Hey, Joe Biden... try this:
Considering the "Why" of Biden
In a recent polite conversation with a friend whose intelligence I respect and value-structure I admire, there was a disagreement on how we see the 2024 election unfolding. At least we weren’t in sync with how Biden might position himself to beat Trump. We agreed that fear of a second Trump term might not be enough to turn out votes, nor could Biden count on a Trump conviction, to influence those very few undecided voters who might be swayed by voting for a convict. While it’s hard to believe we’re in a situation that the last sentence describes, here we are. My friend is an attorney and is convinced, based on his read and those of his law firm’s other partners, that Trump is in a substantial position of risk in terms of conviction, despite what most people might believe. He also pointed to the Dobbs ruling as a point of departure for the most critical voting blocks in the country’s swing states: suburban women and Gen Zs.
Abortion will matter to women and Gen Z more than the press is recognizing. Those two groups are filled with people who have either had abortions or with people who know those who’ve had abortions. It’s a gift to Biden and down-ballot Dems if they play that hand well.
To be fair, neither of us is convinced that the Dems can capitalize on this issue with the kind of aplomb needed to beat their rivals. Then again, we also agreed that the Republican disarray is vast and deep, with infighting and incoherence beyond their inability to unify as a party, let alone run the House.
What we did agree on, as the conversation deepened, was our amazement that Biden isn’t finding his legs when it comes to re-election. Here’s what goes unnoticed and, as Evan Osnos’ smart New Yorker piece point out should be repeated by his campaign and its surrogates:
Violent crime has dropped to nearly a fifty-year low,
unemployment is below four per cent, and,
in January the S. & P. 500 and the Dow hit record highs.
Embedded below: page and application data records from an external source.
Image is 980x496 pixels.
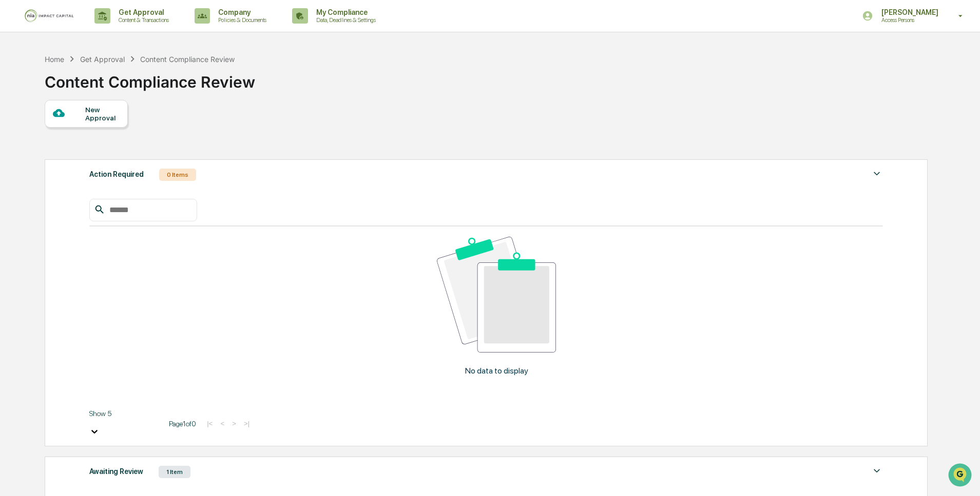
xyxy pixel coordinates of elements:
div: We're available if you need us! [35,89,130,97]
img: No data [437,237,556,352]
span: Preclearance [21,130,66,140]
div: 1 Item [159,466,190,478]
div: Action Required [89,167,144,181]
img: 1746055101610-c473b297-6a78-478c-a979-82029cc54cd1 [10,78,29,97]
div: Show 5 [89,410,162,418]
a: 🔎Data Lookup [6,145,68,163]
div: Content Compliance Review [45,64,255,91]
div: 🖐️ [10,131,19,139]
button: >| [241,420,253,428]
p: No data to display [465,366,528,376]
input: Clear [27,47,169,57]
p: Company [210,8,272,17]
span: Pylon [102,174,124,181]
p: [PERSON_NAME] [873,8,943,17]
img: caret [870,465,883,477]
div: Awaiting Review [89,465,143,478]
div: Content Compliance Review [140,54,235,63]
button: |< [204,420,216,428]
p: My Compliance [308,8,381,17]
p: Policies & Documents [210,17,272,24]
iframe: Open customer support [947,462,974,490]
div: 🔎 [10,149,19,158]
a: 🗄️Attestations [70,125,132,144]
button: Start new chat [174,81,187,94]
div: 🗄️ [74,131,82,139]
a: Powered byPylon [72,173,124,181]
p: Data, Deadlines & Settings [308,17,381,24]
button: > [229,420,239,428]
img: logo [25,9,74,23]
p: Access Persons [873,17,943,24]
a: 🖐️Preclearance [6,125,70,144]
p: How can we help? [10,22,187,38]
p: Content & Transactions [110,17,174,24]
div: 0 Items [160,168,196,181]
div: Start new chat [35,78,168,89]
div: Get Approval [80,54,125,63]
img: caret [870,167,883,180]
div: Home [45,54,64,63]
span: Page 1 of 0 [168,420,196,428]
p: Get Approval [110,8,174,17]
span: Attestations [84,130,127,140]
div: New Approval [85,106,120,122]
span: Data Lookup [21,149,64,159]
button: < [217,420,227,428]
More Americans than ever have health insurance, and
the country is producing more energy than at any previous moment in its history.
Trump faces ninety-one criminal counts, has suggested that if he is elected he will fire as many as fifty thousand civil servants and replace them with loyalists, deputize the National Guard as a mass-deportation force, and root out what he calls “the radical left thugs that live like vermin within the confines of our country.”
On a side note, I just read Ruth Ben-Ghiat’s book, The Strongmen, and was taken with how much Trump can remind us of Mussolini.
So while I may look at points 1 through 5 as important metrics, they are ultimately window-dressing that can be influenced, but rarely determined by a president. Point 6, on the other hand, should inspire doubts, if not fear, in an electorate even if it forgets history.